Article published In: Translation in times of technocapitalism
Edited by Stefan Baumgarten and Jordi Cornellà-Detrell
[Target 29:2] 2017
► pp. 244–263
Translation and hegemonic knowledge under advanced capitalism
Published online: 29 June 2017
https://doi.org/10.1075/target.29.2.03bau
https://doi.org/10.1075/target.29.2.03bau
Translation occurs in a context of power asymmetries. Using two English translations of Adorno’s seminal
Ästhetische Theorie as an example, this paper elaborates an eclectic phenomenology of power structured alongside three
symbolic images: the street market, the assembly line, and a technological gadget.
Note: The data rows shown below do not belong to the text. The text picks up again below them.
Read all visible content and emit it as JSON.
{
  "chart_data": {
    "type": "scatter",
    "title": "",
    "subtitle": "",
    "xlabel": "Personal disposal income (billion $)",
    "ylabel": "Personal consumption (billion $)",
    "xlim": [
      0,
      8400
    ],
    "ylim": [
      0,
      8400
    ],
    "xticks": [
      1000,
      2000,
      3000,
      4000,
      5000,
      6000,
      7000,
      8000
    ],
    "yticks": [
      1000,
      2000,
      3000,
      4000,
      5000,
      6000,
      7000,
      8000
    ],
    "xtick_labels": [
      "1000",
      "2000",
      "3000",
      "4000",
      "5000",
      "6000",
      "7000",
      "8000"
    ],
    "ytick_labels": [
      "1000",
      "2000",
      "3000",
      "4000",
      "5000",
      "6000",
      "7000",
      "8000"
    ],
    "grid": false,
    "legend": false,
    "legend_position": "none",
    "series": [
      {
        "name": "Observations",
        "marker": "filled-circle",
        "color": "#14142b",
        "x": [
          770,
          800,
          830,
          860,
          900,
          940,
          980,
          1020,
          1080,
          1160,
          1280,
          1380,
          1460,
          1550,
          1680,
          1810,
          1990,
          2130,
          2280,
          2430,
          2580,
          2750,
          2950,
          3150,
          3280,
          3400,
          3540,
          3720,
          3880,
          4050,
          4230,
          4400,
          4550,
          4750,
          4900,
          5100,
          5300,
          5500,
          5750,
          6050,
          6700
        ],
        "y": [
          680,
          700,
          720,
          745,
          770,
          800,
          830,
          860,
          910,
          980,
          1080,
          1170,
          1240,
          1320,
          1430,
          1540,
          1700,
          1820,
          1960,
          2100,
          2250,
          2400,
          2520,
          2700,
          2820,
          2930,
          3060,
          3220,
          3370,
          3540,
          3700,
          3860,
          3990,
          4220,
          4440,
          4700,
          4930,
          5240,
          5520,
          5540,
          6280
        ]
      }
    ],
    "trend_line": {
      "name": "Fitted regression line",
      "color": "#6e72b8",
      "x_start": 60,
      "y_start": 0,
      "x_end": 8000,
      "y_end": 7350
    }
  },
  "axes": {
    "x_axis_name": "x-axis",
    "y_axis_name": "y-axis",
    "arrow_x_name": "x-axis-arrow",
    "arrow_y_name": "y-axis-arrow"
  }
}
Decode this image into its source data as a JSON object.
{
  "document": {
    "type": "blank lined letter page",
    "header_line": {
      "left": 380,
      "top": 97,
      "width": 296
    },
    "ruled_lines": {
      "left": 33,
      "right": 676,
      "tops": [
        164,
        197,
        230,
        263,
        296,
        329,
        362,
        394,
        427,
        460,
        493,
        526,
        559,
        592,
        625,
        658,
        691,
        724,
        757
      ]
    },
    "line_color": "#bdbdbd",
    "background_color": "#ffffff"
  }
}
By aligning some key concepts of critical theory with the
evolutionary stages of capitalism, it will be argued that recontextualisations of Adornian thought in English may reflect the well-known
antagonism between Adorno’s philosophical thought and the dominant scientistic mindset of mid-20th century American social science.
Ultimately, this paper contemplates the extent to which Adorno’s Anglophone mirror image has been refracted through a positivist and
neoliberal order of discourse that is at odds with the ideological, or utopian, convictions of German critical theory.
Article outline
- 1.An eclectic phenomenology of power
- 2.Alienation and domination: Translation hijacked?
- 3.Reification and hegemony: Translation erased?
- 4.The empire of capital: Critical thinking absorbed?